ADR-0021: Microsoft Graph SDK Choice — httpx + msal¶
Status¶
Accepted
Context¶
ID-127 adds a Microsoft Graph backend covering OneDrive (personal and business), SharePoint document libraries, and Teams files. Before writing the backend, the transport and auth-library choice has to be locked in. Three credible options exist:
- Direct REST via
httpx+msal. Call the Graph HTTP surface ourselves; use Microsoft's MSAL library for token acquisition and caching. msgraph-sdk(Kiota-generated). Microsoft's official Python SDK for Graph. Generated from the Graph OpenAPI description via Kiota. Async-only client. Transitive dependency onkiota-abstractions,kiota-http,kiota-authentication-azure, andazure-identity.Office365-REST-Python-Client. Third-party library that mixes Graph and legacy SharePoint REST patterns.

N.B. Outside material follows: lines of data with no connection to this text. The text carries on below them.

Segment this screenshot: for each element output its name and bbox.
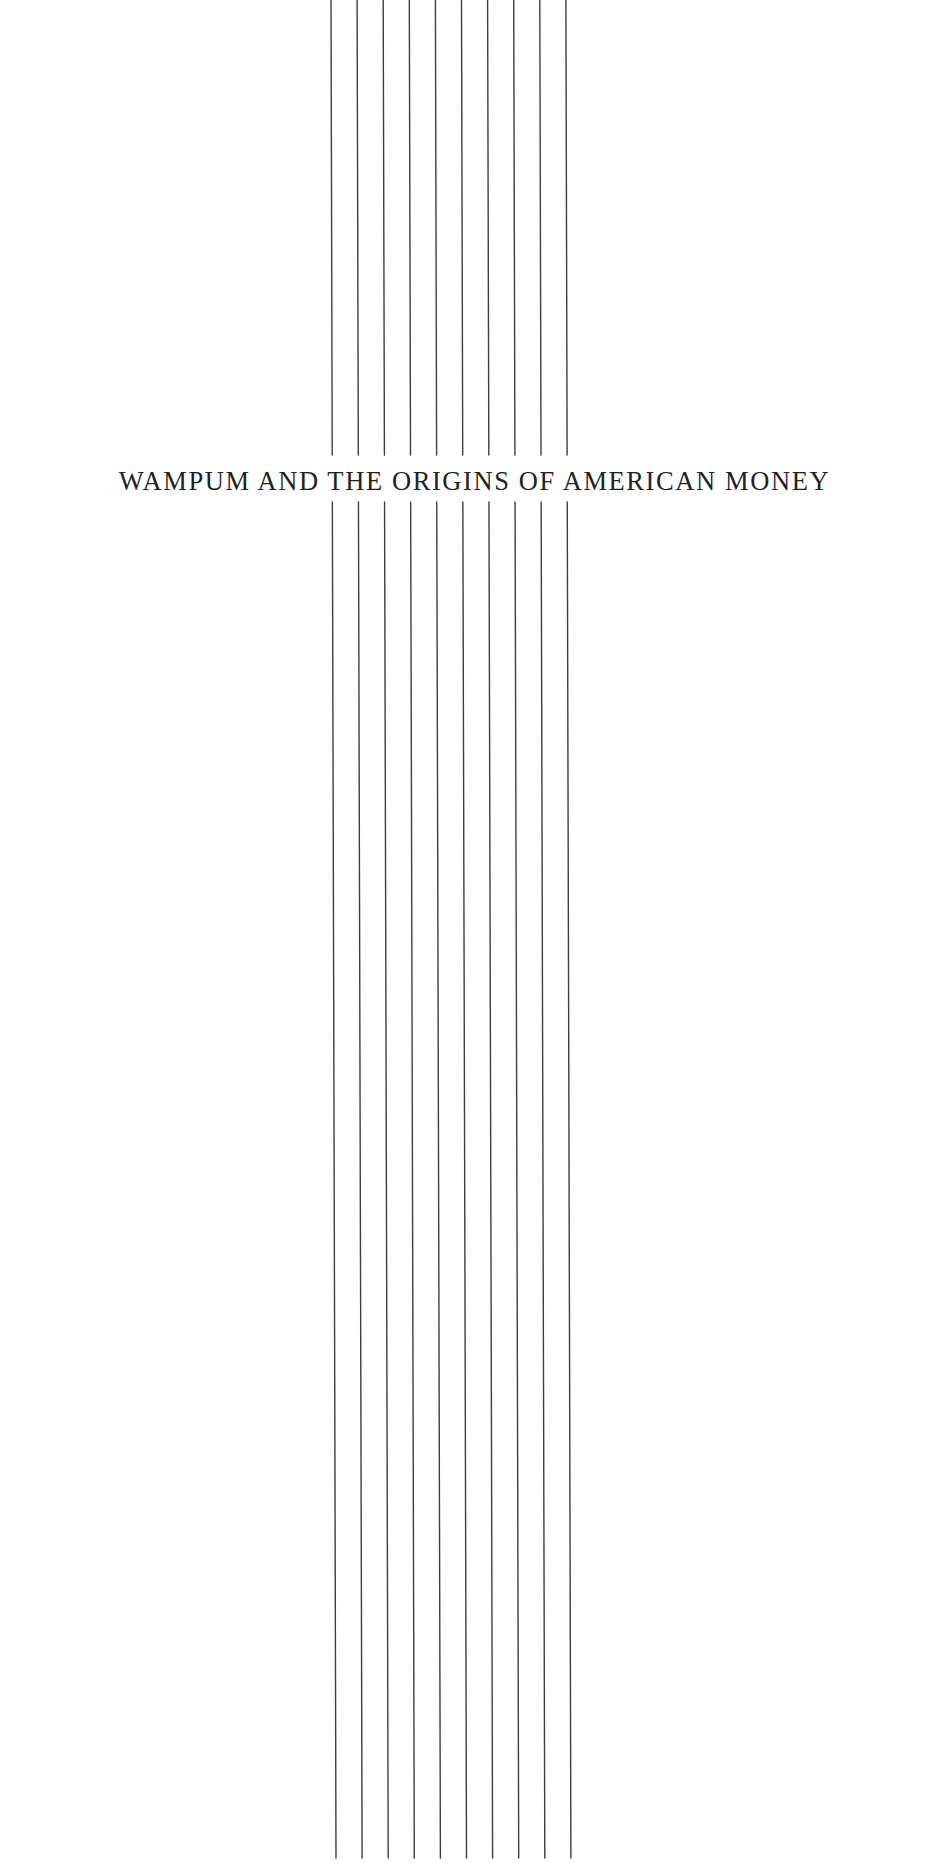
string-line-6-lower <box>463 502 467 1858</box>
string-line-3-upper <box>383 0 384 455</box>
string-line-1-lower <box>332 502 336 1858</box>
string-line-10-lower <box>567 502 571 1858</box>
string-line-9-upper <box>540 0 541 455</box>
book-title: WAMPUM AND THE ORIGINS OF AMERICAN MONEY <box>0 461 932 501</box>
string-line-2-lower <box>358 502 362 1858</box>
string-line-5-upper <box>435 0 436 455</box>
wampum-strings-decoration <box>0 0 932 1863</box>
string-line-3-lower <box>385 502 389 1858</box>
string-line-8-upper <box>514 0 515 455</box>
string-line-4-lower <box>411 502 415 1858</box>
half-title-page: WAMPUM AND THE ORIGINS OF AMERICAN MONEY <box>0 0 932 1863</box>
string-line-4-upper <box>409 0 410 455</box>
string-line-1-upper <box>331 0 332 455</box>
string-line-9-lower <box>541 502 545 1858</box>
string-line-8-lower <box>515 502 519 1858</box>
string-line-10-upper <box>566 0 567 455</box>
string-line-5-lower <box>437 502 441 1858</box>
string-line-2-upper <box>357 0 358 455</box>
string-line-6-upper <box>462 0 463 455</box>
string-line-7-lower <box>489 502 493 1858</box>
string-line-7-upper <box>488 0 489 455</box>
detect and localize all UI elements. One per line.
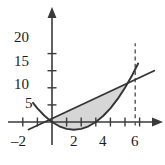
x-tick-label-4: 4 xyxy=(99,134,107,149)
y-tick-label-15: 15 xyxy=(14,54,29,69)
y-tick-label-5: 5 xyxy=(25,96,33,111)
y-axis-arrow-icon xyxy=(48,7,57,18)
x-tick-label-6: 6 xyxy=(131,134,139,149)
y-tick-label-10: 10 xyxy=(14,77,29,92)
math-figure: 20 15 10 5 –2 2 4 6 xyxy=(0,0,165,165)
x-axis-arrow-icon xyxy=(152,118,163,127)
x-tick-label-2: 2 xyxy=(70,134,78,149)
x-tick-label-minus2: –2 xyxy=(11,134,26,149)
shaded-region xyxy=(48,84,125,129)
y-tick-label-20: 20 xyxy=(14,30,29,45)
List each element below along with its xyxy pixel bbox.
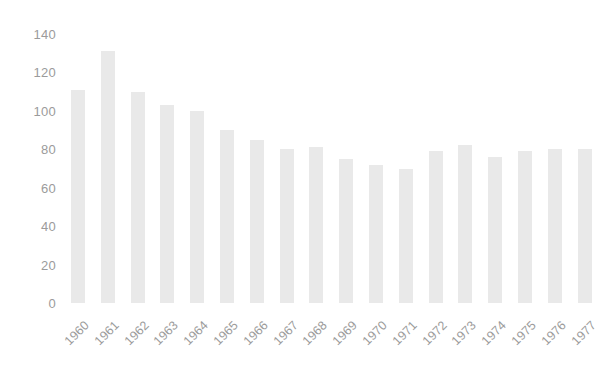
x-axis-tick-label: 1972 [419,318,449,348]
x-axis-tick-label: 1964 [181,318,211,348]
x-axis-tick-label: 1976 [539,318,569,348]
x-axis-tick-label: 1963 [151,318,181,348]
x-axis-tick-label: 1960 [62,318,92,348]
x-axis-tick-label: 1974 [479,318,509,348]
x-axis-tick-label: 1966 [241,318,271,348]
x-axis-tick-label: 1962 [121,318,151,348]
x-axis-tick-label: 1970 [360,318,390,348]
x-axis-tick-label: 1973 [449,318,479,348]
x-axis-tick-label: 1969 [330,318,360,348]
x-axis-tick-label: 1968 [300,318,330,348]
x-axis-tick-label: 1967 [270,318,300,348]
x-axis-tick-label: 1971 [390,318,420,348]
x-axis-tick-label: 1961 [92,318,122,348]
x-axis-tick-label: 1965 [211,318,241,348]
x-axis-tick-label: 1975 [509,318,539,348]
x-axis-tick-label: 1977 [568,318,598,348]
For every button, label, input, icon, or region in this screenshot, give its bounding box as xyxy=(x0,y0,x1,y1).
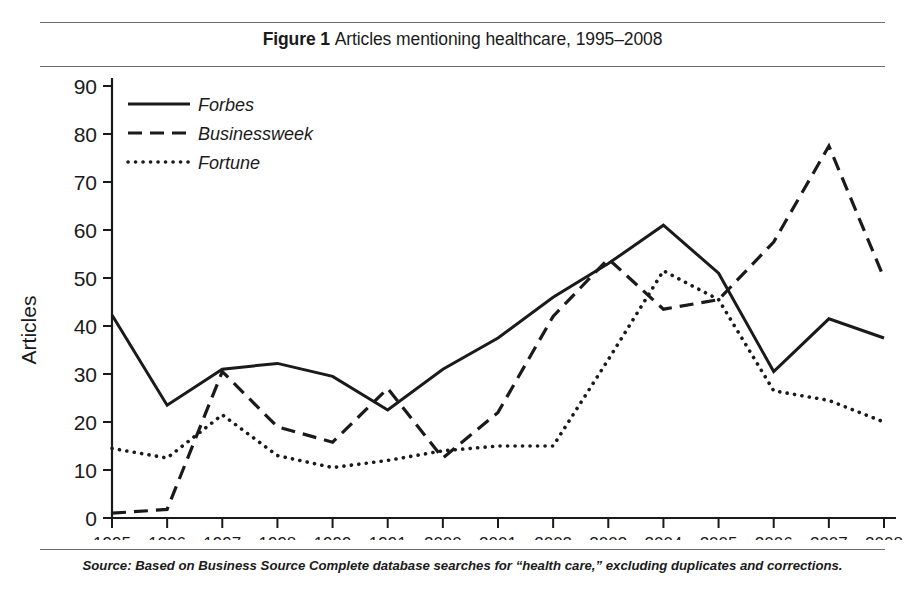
y-axis-tick-label: 50 xyxy=(74,267,97,290)
x-axis-tick-label: 1991 xyxy=(369,534,407,540)
y-axis-title: Articles xyxy=(17,296,40,365)
x-axis-tick-label: 1997 xyxy=(203,534,241,540)
x-axis-tick-label: 2000 xyxy=(424,534,462,540)
series-line-businessweek xyxy=(112,146,884,513)
bottom-divider-rule xyxy=(40,549,885,550)
x-axis-tick-label: 2002 xyxy=(534,534,572,540)
x-axis-tick-label: 1998 xyxy=(259,534,297,540)
y-axis-tick-label: 0 xyxy=(85,507,97,530)
legend-label-fortune: Fortune xyxy=(198,153,260,173)
figure-title: Figure 1 Articles mentioning healthcare,… xyxy=(40,29,885,50)
y-axis-tick-label: 80 xyxy=(74,123,97,146)
x-axis-tick-label: 2004 xyxy=(645,534,683,540)
figure-number-label: Figure 1 xyxy=(263,29,330,49)
x-axis-tick-label: 2003 xyxy=(589,534,627,540)
y-axis-tick-label: 30 xyxy=(74,363,97,386)
x-axis-tick-label: 2001 xyxy=(479,534,517,540)
y-axis-tick-label: 20 xyxy=(74,411,97,434)
y-axis-tick-label: 90 xyxy=(74,75,97,98)
x-axis-tick-label: 2006 xyxy=(755,534,793,540)
x-axis-tick-label: 1999 xyxy=(314,534,352,540)
top-divider-rule xyxy=(40,22,885,23)
title-divider-rule xyxy=(40,66,885,67)
y-axis-tick-label: 10 xyxy=(74,459,97,482)
y-axis-tick-label: 60 xyxy=(74,219,97,242)
y-axis-tick-label: 40 xyxy=(74,315,97,338)
legend-label-forbes: Forbes xyxy=(198,95,254,115)
x-axis-tick-label: 2007 xyxy=(810,534,848,540)
y-axis: 0102030405060708090 xyxy=(74,75,112,530)
line-chart-svg: 0102030405060708090 19951996199719981999… xyxy=(0,70,923,540)
x-axis-tick-label: 1995 xyxy=(93,534,131,540)
source-note: Source: Based on Business Source Complet… xyxy=(40,558,885,573)
x-axis-tick-label: 1996 xyxy=(148,534,186,540)
x-axis-tick-label: 2005 xyxy=(700,534,738,540)
data-series-group xyxy=(112,146,884,513)
chart-legend: ForbesBusinessweekFortune xyxy=(128,95,314,173)
figure-caption-text: Articles mentioning healthcare, 1995–200… xyxy=(335,29,663,49)
x-axis-tick-label: 2008 xyxy=(865,534,903,540)
figure-page: Figure 1 Articles mentioning healthcare,… xyxy=(0,0,923,597)
chart-plot-area: 0102030405060708090 19951996199719981999… xyxy=(0,70,923,540)
legend-label-businessweek: Businessweek xyxy=(198,124,314,144)
x-axis: 1995199619971998199919912000200120022003… xyxy=(93,518,903,540)
y-axis-tick-label: 70 xyxy=(74,171,97,194)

The surface we need is narrow: a dozen Graph endpoints covering item
metadata, children listing, range download via @microsoft.graph.downloadUrl,
small-file PUT /content, resumable upload sessions, async copy with
monitor-URL polling, and delete. The non-trivial work — upload-session
chunking with resume, async-operation polling, URL-expiry-mid-read
handling — is not carried by any of these SDKs; we have to write it
regardless.
httpx is already a runtime option in the project for the HTTP backend
extra. msal is Microsoft's supported auth library, lightweight,
stable, and used by azure-identity internally.
Decision¶
Build the backend on httpx (async client) plus msal for token
acquisition and cache serialization.
The graph optional extra installs httpx, msal, and
platformdirs (the latter used by the built-in GraphAuth for
resolving the MSAL token-cache path; see ADR-0022). The backend
constructs an httpx.AsyncClient internally and treats Graph as a
narrow REST surface with hand-written request helpers, pagination, and
error mapping.
msgraph-sdk is explicitly rejected. Office365-REST-Python-Client is
out of scope (legacy SharePoint REST is not a goal — see RFC-0010).
Consequences¶
- Narrow dependency footprint.
httpx+msalis lighter thanmsgraph-sdk+ Kiota runtime +azure-identity. The existing HTTP backend already pullshttpx, so users combining the two pay for it once. - Full control of request layer. Error mapping, retry,
Retry-Afterhandling, and monitor-URL polling are written directly againsthttpx.Responseand raw status codes. No Kiota-shaped abstractions in the way. - Async-native fit.
httpx.AsyncClientis the transport; the backend implementsAsyncBackendper ADR-0012. No forced adaptation layer. - Maintenance responsibility stays with us. The cost of not using
msgraph-sdkis that we maintain the request layer ourselves as the Graph surface evolves. The surface touched here is stable (drives/items endpoints are part of the v1.0 API), so ongoing churn is expected to be low. - Future revisit point. If the backend later grows to cover
a materially broader Graph surface (mail, calendar, Teams messages,
groups), re-evaluating
msgraph-sdkbecomes reasonable. A new ADR would supersede this one.
References¶
- RFC-0010: Microsoft Graph Backend (SDK evaluation section)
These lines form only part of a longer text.